Renaud grins, his teeth yellow in the grey light. He takes the silver, his fingers rough as sharkskin. "Armand's men are busy, but there are others. Malik has the Red Hawk. He runs the western routes, and his cargo does not show on the quay sheets."
"We need his coordinates," I say. "Our cargo is at Cap Serrat. If he is not in the port, we lose the window."
Renaud chuckles, leaning back against the stone wall. He thinks he is showing off his leverage to a girl ignorant of the sea. "Malik is at Port-de-Bouc. He refuels there on the tenth of the month, then takes the passage through the hollow channel. Two armed ketch vessels sail with him, carrying the main guard. If your Levant merchants have the gold, they can catch him at the bay before the full moon."
I leave him with a nod, my skirts sweeping the mud. Back in my rooms at the Vellier house, the silence is thick. I lay Felix's copies of the shipping manifests on the desk, the paper smelling of Seravalle ink. I search the columns, my finger tracing the dates and the captains' registries.
Malik’s name appears three times. The first is a shipment of luxury textiles missing from the Seravalle market. The other two are listed as unspecified labor transfers, the dates matching the month my sisters were carried from the Fallen Coast. The Vellier anchor is stamped beside each entry, a black mark of ownership on the trade of my family's blood.
I draw a fresh sheet of paper from the drawer. Dipping the pen, my hand is steady. This letter is not to a merchant, and it does not involve the Crown law. It is addressed to Salim, a corsair-runner in the rocky coves of the western islands.

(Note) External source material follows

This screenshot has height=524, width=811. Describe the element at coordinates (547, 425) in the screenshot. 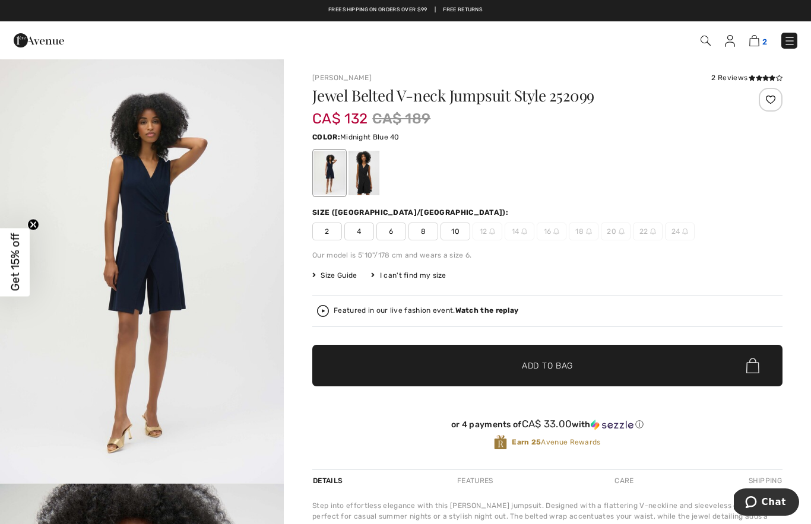

I see `div: or 4 payments of with` at that location.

He owes my father's house a debt no gold can settle. The night the red sails cleared the horizon of my home, his crew was spared because my father held the harbor master's hand. It is time to collect the interest.
Onto it I write the coordinates Renaud gave me: Port-de-Bouc, the tenth of the month, the passage through the hollow channel. I write the name of the ship, the Red Hawk, and beneath it the name of the captain, Malik. The instructions are simple, set down in the old court script of the Fallen Coast. I do not ask Salim to capture the ship, and I do not ask him to spare the cargo. I tell him to send the Red Hawk to the bottom of the channel.

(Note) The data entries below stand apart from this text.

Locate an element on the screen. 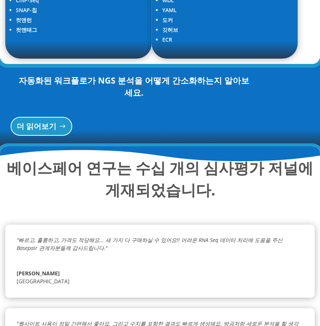 The height and width of the screenshot is (326, 320). font: 깃허브 is located at coordinates (170, 30).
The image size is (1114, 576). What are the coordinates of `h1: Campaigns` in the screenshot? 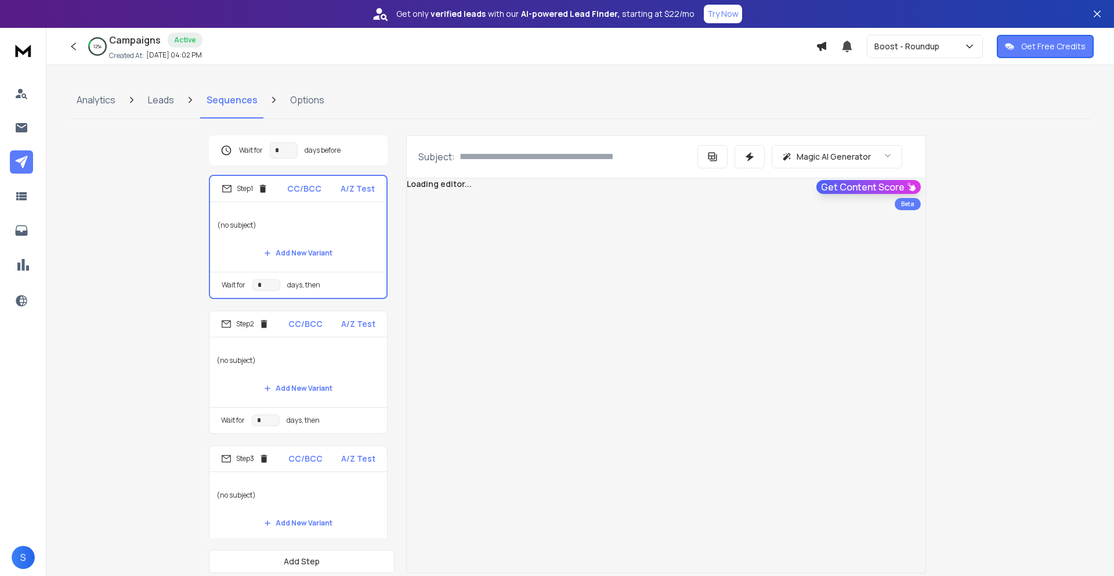 It's located at (135, 40).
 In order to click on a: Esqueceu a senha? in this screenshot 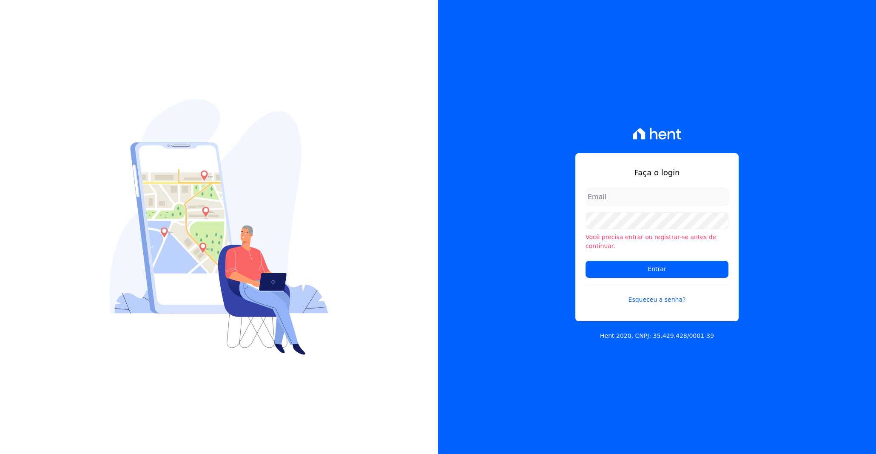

This is my war. I do not tell Nico, and I do not need his permission. He is breaking Armand's network in the light of the ministries, using the law of his father's house to clear his conscience. I am sending Malik to the bottom of the channel in the dark, using an older blood debt to find my sister. Both threads run clean, and the symmetry of it satisfies me more than any Valderre wine. I set the pen down and reach for the wax.
I seal the letter with plain red wax, leaving no crest or mark. The paper is heavy in my hand as I walk back to the harbor. Cold air bites my cheeks, but the walk is steady. At the harbor post office, the clerk takes the paper and drops it into the leather bag without looking up. It lands with a soft slap against the bottom. Outside, the twilight turns the Valderre spires to gold, the cold river air smelling of wet slate and coal smoke.